At the base of the Maslow hierarchy of needs, architecture represents the resistance towards the powers of nature. That is the Y’s first visual impression: a firm but also tender gesture of the existence on water. The small building has an appearance of its own: it stretches, opens, closes and makes itself transparent. There is no way to comprehend the structure‘s geometry just from one point of view. Walking around the lake we gradually understand that there is a Y-shape underneath the single-pitch roof. Views through the building vary constantly and we see a floating room which never closes up entirely.

 

Somehow the surrounding water acts as a connector and separator, like a threshold. Thus you need to swim or take a boat to get inside. In order to retreat, you leave the firm ground and step on a vague surface and get in by pushing the Plexiglas wall aside.
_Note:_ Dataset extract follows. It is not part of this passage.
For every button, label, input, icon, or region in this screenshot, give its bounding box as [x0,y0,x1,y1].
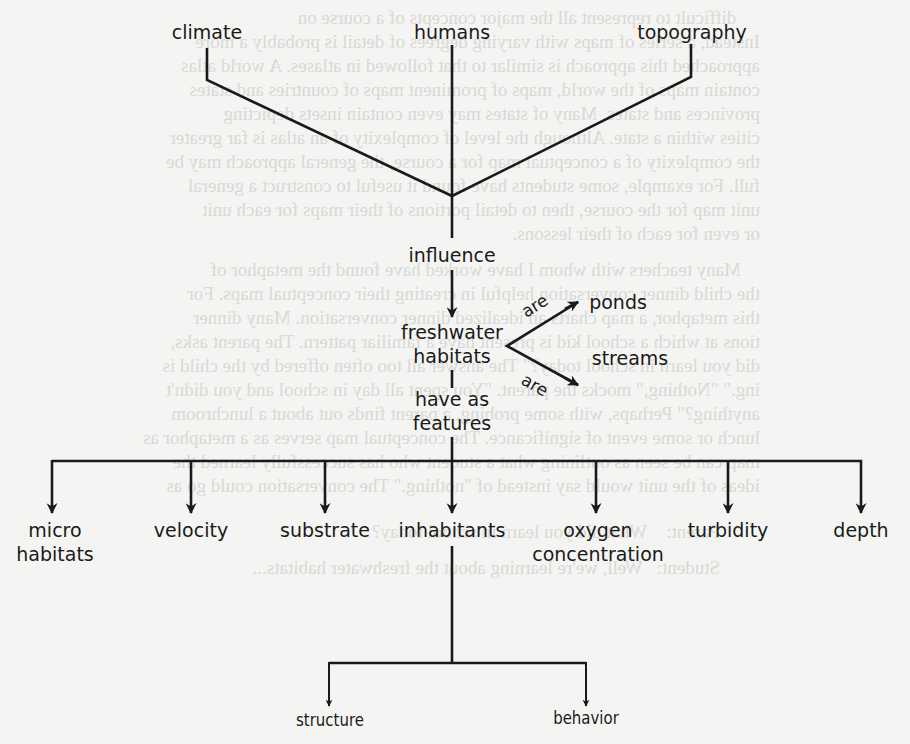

The door and windows are treated like mobile walls, revolving either vertically or horizontally. It is not the doors that open – instead the room opens itself.

 

The interior made entirely from finish plywood surrounds the visitor like a cave because the walls, floor and ceiling are one. The reassuring and consolidating envelope reaches out into the landscape in three different directions. The woods and the waterside become a picturesque and an open limitation of the perceived space. Since the roof slope has an angle of 15°, it creates a tall working area with an upright atmosphere at the highest part of the building, whereas the sleeping area at the lowest point of the house has a quiet and horizontal feel to it.

 

The seemingly stationary place is set to motion by the wind though movements are limited with ropes and anchors. And we experience an inspiring agitation as well as a swaying calmness. It is like being inside a musical instrument, receiving, sending and amplifying vibrations.